Tuesday, May 23, 2017

Habits for Recalibrating Our Souls

David Mathis:  Set the Soundtrack of Your Mind

Leave your mind on autopilot, and distractions will dictate your life. Set your mind above, and God will.
The question is not whether you can control your mind. You can. You can defeat distraction. The question is what you will do with this God-given ability. To what north star will you regularly reset your orientation? If you choose to coast, and not make any specific effort to set your mind on anything in particular, your thoughts and meditations will go somewhere. Your mind will default to something.
Will we be preoccupied with a favorite sport or team, how we look, how much money we make, how well-known we are, what we’d like to buy or own, what improvements we’d like to make to our homes? Or will we put in the mental effort to make our mind’s “home” to be the things of God (Matthew 16:23), his Son (Colossians 3:1–3), and their Spirit (Romans 8:5–7)?
In other words, will we raise our sails to the winds of the world, and let our age of diversion slowly drive us away from what it means to be fully human? Or will we fight, in the strength God supplies, to reset our minds to what really matters?

Hear the Notes of Heaven

It’s one thing to identify the importance of regularly setting our minds on the things of Christ; it’s another to begin cultivating regular habits for recalibrating our souls. How do we put such mind-setting into practice today? How do we go about seeking things above in the everyday routines of our earthly lives, and in such a way that we make a difference for Jesus in this world?
One way to think of it is to ask this question: What is the soundtrack of your soul? What “music” do you hear in the spare moments of your day? Put another way, where does your mind go when it’s free from its docket of daily to-dos?
Your “soundtrack” likely is not the same throughout your whole life but changes from season to season, perhaps even week to week. But your soul is preoccupied with something underneath the tasks and events of each day. And where your thoughts run to when you don’t direct them is telling.

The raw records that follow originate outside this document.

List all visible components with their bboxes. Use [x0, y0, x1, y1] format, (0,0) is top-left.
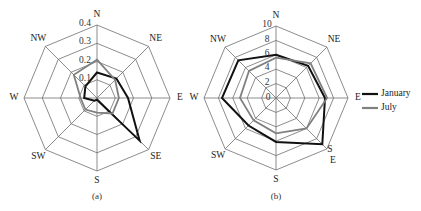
- direction-label-e: E: [355, 92, 361, 102]
- direction-label-ne: NE: [149, 33, 162, 43]
- radar-panel-b: 0246810NNEESESSWWNW: [190, 10, 362, 184]
- legend: January July: [362, 88, 411, 112]
- radar-panel-a: 0.10.20.30.4NNEESESSWWNW: [10, 9, 184, 185]
- tick-label-0.4: 0.4: [79, 18, 91, 28]
- direction-label-w: W: [10, 92, 19, 102]
- tick-label-2: 2: [265, 77, 270, 87]
- direction-label-se: SE: [150, 151, 161, 161]
- tick-label-8: 8: [265, 34, 270, 44]
- series-july: [240, 58, 327, 134]
- direction-label-ne: NE: [328, 34, 341, 44]
- direction-label-sw: SW: [31, 151, 45, 161]
- direction-label-w: W: [190, 92, 199, 102]
- direction-label-s: S: [273, 174, 278, 184]
- tick-label-0: 0: [266, 92, 271, 102]
- direction-label-n: N: [273, 10, 280, 20]
- tick-label-0.1: 0.1: [79, 73, 91, 83]
- subtitle-b: (b): [271, 191, 282, 201]
- subtitle-a: (a): [92, 191, 102, 201]
- direction-label-se: E: [330, 155, 336, 165]
- direction-label-se: S: [327, 144, 332, 154]
- direction-label-n: N: [94, 9, 101, 19]
- tick-label-4: 4: [265, 62, 270, 72]
- legend-label-january: January: [381, 88, 411, 98]
- tick-label-0.2: 0.2: [79, 55, 91, 65]
- tick-label-0.3: 0.3: [79, 36, 91, 46]
- direction-label-e: E: [177, 92, 183, 102]
- direction-label-sw: SW: [211, 150, 225, 160]
- tick-label-6: 6: [265, 48, 270, 58]
- direction-label-s: S: [94, 175, 99, 185]
- tick-label-10: 10: [262, 19, 272, 29]
- radar-charts: 0.10.20.30.4NNEESESSWWNW 0246810NNEESESS…: [0, 0, 421, 211]
- legend-label-july: July: [381, 102, 397, 112]
- direction-label-nw: NW: [30, 33, 46, 43]
- direction-label-nw: NW: [210, 34, 226, 44]
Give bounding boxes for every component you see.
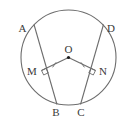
vertex-label-m: M: [27, 65, 37, 77]
vertex-label-d: D: [107, 22, 115, 34]
center-point-dot: [67, 56, 70, 59]
vertex-label-a: A: [19, 22, 27, 34]
vertex-label-o: O: [65, 43, 73, 55]
vertex-label-b: B: [52, 106, 59, 118]
circle-geometry-diagram: A D O M N B C: [0, 0, 121, 118]
vertex-label-n: N: [99, 65, 107, 77]
geometry-figure: A D O M N B C: [0, 0, 121, 118]
vertex-label-c: C: [77, 106, 84, 118]
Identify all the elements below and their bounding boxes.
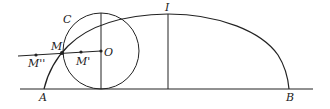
- diagram-canvas: C I M O M'' M' A B: [0, 0, 330, 109]
- label-b: B: [285, 91, 294, 104]
- point-m1: [79, 50, 82, 53]
- label-a: A: [38, 91, 47, 104]
- cycloid-diagram: C I M O M'' M' A B: [0, 0, 330, 109]
- point-o: [99, 49, 102, 52]
- label-m1: M': [75, 55, 90, 68]
- label-o: O: [104, 46, 113, 59]
- label-m2: M'': [27, 57, 45, 70]
- label-i: I: [164, 1, 170, 14]
- label-c: C: [63, 13, 72, 26]
- label-m: M: [50, 40, 63, 53]
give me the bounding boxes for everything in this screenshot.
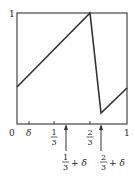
- svg-text:1: 1: [63, 153, 68, 162]
- svg-text:1: 1: [52, 128, 57, 137]
- plot-frame: [17, 13, 127, 124]
- svg-text:+ δ: + δ: [71, 158, 87, 168]
- arrow-two-thirds-plus-delta: [99, 124, 103, 151]
- svg-text:3: 3: [88, 138, 93, 147]
- svg-text:3: 3: [52, 138, 57, 147]
- annotation-one-third-plus-delta: 1 3 + δ: [62, 153, 87, 172]
- y-tick-1: 1: [9, 9, 15, 19]
- function-line: [17, 13, 127, 113]
- chart-canvas: 1 0 δ 1 1 3 2 3 1 3 + δ 2 3 + δ: [0, 0, 135, 180]
- svg-text:3: 3: [63, 163, 68, 172]
- svg-text:+ δ: + δ: [109, 158, 125, 168]
- x-tick-0: 0: [9, 128, 15, 138]
- svg-text:3: 3: [101, 163, 106, 172]
- x-tick-two-thirds: 2 3: [87, 128, 94, 147]
- svg-text:2: 2: [101, 153, 106, 162]
- arrow-one-third-plus-delta: [64, 124, 68, 151]
- annotation-two-thirds-plus-delta: 2 3 + δ: [100, 153, 125, 172]
- x-tick-one-third: 1 3: [51, 128, 58, 147]
- x-tick-1: 1: [124, 128, 130, 138]
- x-tick-delta: δ: [26, 128, 31, 138]
- svg-text:2: 2: [88, 128, 93, 137]
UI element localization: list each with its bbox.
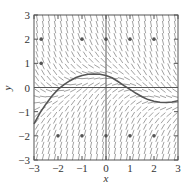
slope-segment — [149, 82, 154, 86]
slope-segment — [108, 112, 110, 118]
slope-segment — [89, 52, 93, 57]
y-tick-label: 1 — [25, 57, 31, 69]
slope-segment — [150, 15, 151, 21]
slope-segment — [48, 39, 50, 45]
slope-segment — [126, 118, 129, 124]
slope-segment — [95, 45, 98, 51]
slope-segment — [53, 64, 56, 70]
slope-segment — [46, 83, 51, 87]
slope-segment — [77, 100, 80, 105]
slope-segment — [137, 118, 140, 124]
slope-segment — [84, 154, 85, 160]
slope-segment — [144, 148, 146, 154]
slope-segment — [72, 130, 74, 136]
slope-segment — [155, 76, 159, 81]
slope-segment — [60, 124, 62, 130]
slope-segment — [53, 106, 57, 111]
slope-segment — [156, 57, 158, 63]
slope-segment — [161, 82, 165, 87]
slope-segment — [131, 112, 134, 117]
slope-segment — [132, 142, 134, 148]
slope-segment — [150, 57, 152, 63]
slope-segment — [54, 57, 57, 63]
slope-segment — [78, 39, 80, 45]
slope-segment — [132, 118, 135, 124]
slope-segment — [124, 84, 130, 85]
slope-segment — [138, 57, 141, 63]
slope-segment — [154, 107, 160, 110]
slope-segment — [168, 142, 170, 148]
slope-segment — [138, 154, 139, 160]
slope-segment — [41, 76, 45, 81]
slope-segment — [36, 57, 38, 63]
slope-segment — [173, 118, 177, 123]
slope-segment — [36, 130, 39, 136]
slope-segment — [130, 83, 136, 85]
slope-segment — [42, 21, 43, 27]
slope-segment — [96, 106, 99, 112]
slope-segment — [155, 113, 160, 117]
slope-segment — [90, 142, 91, 148]
slope-segment — [70, 84, 76, 85]
x-axis-label: x — [103, 172, 109, 184]
slope-segment — [168, 33, 169, 39]
slope-segment — [47, 118, 50, 123]
slope-segment — [173, 76, 177, 81]
slope-segment — [156, 21, 157, 27]
marked-point — [152, 37, 156, 41]
slope-segment — [114, 27, 116, 33]
slope-segment — [48, 124, 51, 130]
slope-segment — [138, 130, 140, 136]
slope-segment — [168, 136, 170, 142]
slope-segment — [66, 33, 68, 39]
slope-segment — [168, 57, 170, 63]
slope-segment — [70, 89, 76, 92]
slope-segment — [84, 15, 86, 21]
slope-segment — [72, 118, 74, 124]
slope-segment — [48, 63, 51, 69]
slope-segment — [60, 57, 63, 63]
slope-segment — [72, 124, 74, 130]
slope-segment — [166, 107, 172, 110]
slope-segment — [132, 57, 135, 63]
slope-segment — [162, 45, 164, 51]
slope-segment — [102, 118, 104, 124]
slope-segment — [48, 33, 50, 39]
slope-segment — [167, 76, 170, 81]
slope-segment — [88, 83, 94, 86]
slope-segment — [162, 63, 165, 69]
slope-segment — [54, 154, 55, 160]
slope-segment — [126, 15, 127, 21]
slope-segment — [94, 78, 100, 79]
slope-segment — [168, 154, 170, 160]
slope-segment — [102, 39, 105, 45]
slope-segment — [149, 124, 152, 130]
slope-segment — [113, 58, 117, 63]
slope-segment — [96, 33, 98, 39]
marked-point — [128, 134, 132, 138]
slope-segment — [138, 39, 140, 45]
slope-segment — [42, 148, 44, 154]
slope-segment — [114, 154, 115, 160]
slope-segment — [126, 33, 128, 39]
slope-segment — [52, 101, 57, 104]
slope-segment — [137, 70, 141, 75]
slope-segment — [114, 124, 116, 130]
slope-segment — [118, 89, 124, 92]
slope-segment — [66, 154, 67, 160]
slope-segment — [125, 64, 129, 69]
slope-segment — [66, 148, 67, 154]
slope-segment — [113, 94, 117, 99]
slope-segment — [101, 94, 105, 99]
y-axis-label: y — [1, 85, 13, 91]
y-tick-label: −1 — [18, 106, 30, 118]
slope-segment — [126, 148, 127, 154]
slope-segment — [132, 136, 134, 142]
slope-segment — [102, 27, 104, 33]
marked-point — [128, 37, 132, 41]
slope-segment — [132, 15, 133, 21]
slope-segment — [64, 90, 70, 92]
marked-point — [80, 134, 84, 138]
slope-segment — [174, 130, 177, 136]
slope-segment — [82, 71, 88, 73]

Where your treasure is, there your mind will default in your free moments.
Some soundtrack plays in the background of each of our lives to which our minds regularly return. What if that soundtrack was the music of heaven?
Whatever your season or stage of life, consider three timeless principles for “setting your mind” on Christ and keeping his music playing between your ears.

1. Start the Song

What you habitually do first in the morning says a lot about you. What’s first on your list each day is what’s most likely to get done. So wisdom learns to literally put first things first on a day-to-day basis, and doesn’t leave true priorities to get shuffled away by the chaos and craziness of everyday life.
At the daily level, the first moments of our day are primed for a morning reset of our minds on Christ. Sleep restores the body, but it does not, on its own, restore the soul. When we awake from sleep, we find ourselves in need of recalibrating our hearts by setting ourselves afresh on things above, to ready us for fruitful engagement here below.

2. Sing Together

God has designed that setting our minds isn’t just an individual endeavor, but something to do together with his people — and not as icing on the cake. Setting our minds together is an essential ingredient in healthy Christianity. This can be daily with a believing spouse or housemates, or in family devotions, and it is the weekly reset of corporate worship in the life of the church.
Christians are instructed, in no uncertain terms, “to stir up one another to love and good works, not neglecting to meet together, as is the habit of some, but encouraging one another” (Hebrews 10:24–25). When we gather to worship Jesus together, we are engaging in collective mind-setting on things above. 
It is tragic how many professing Christians consistently dismiss the transforming power of “setting our minds” together by minimizing the place of corporate worship. The effects on the health of our souls in “neglecting to meet together” is nothing short of devastating over time. One pivotal aspect of what we’re doing personally each week in worship is rallying together around what matters most — better, who matters most — as we set our minds together on Jesus. 

3. Tune Back In

Flowing from and reinforcing our daily and weekly resets, then, is finding fresh ways to come back to the soundtrack of the gospel as often as we can. Minds and hearts that are set on the things of God, Christ, and the Spirt want to develop the reflex to reset in the rhythms of life, not just once in the morning and once each week.
Perhaps it’s prayers of thanks before meals. Or a spiritually inspiring conversation with a believing friend, reminding each other of precious truths. It could be Christian substance you read in a book, or on your phone. Or what you listen to in the car, or while exercising or cleaning. A verse scribbled on a piece of paper to reference throughout the day may be part of the plan.
The key is not to try to live someone else’s plan, but to think creatively and find rhythms in your unique life to feed your soul and reset your focus. Learning to hit play in the morning, and to sing the music of Christ together with others each week, are powerful pieces to have in place. And as you find ways to regularly tune back in to hear a few bars or hum a few verses at various points during the day, you will find the music of Christ genuinely dwelling “in you richly” (Colossians 3:16), making you ready for the improv of everyday life.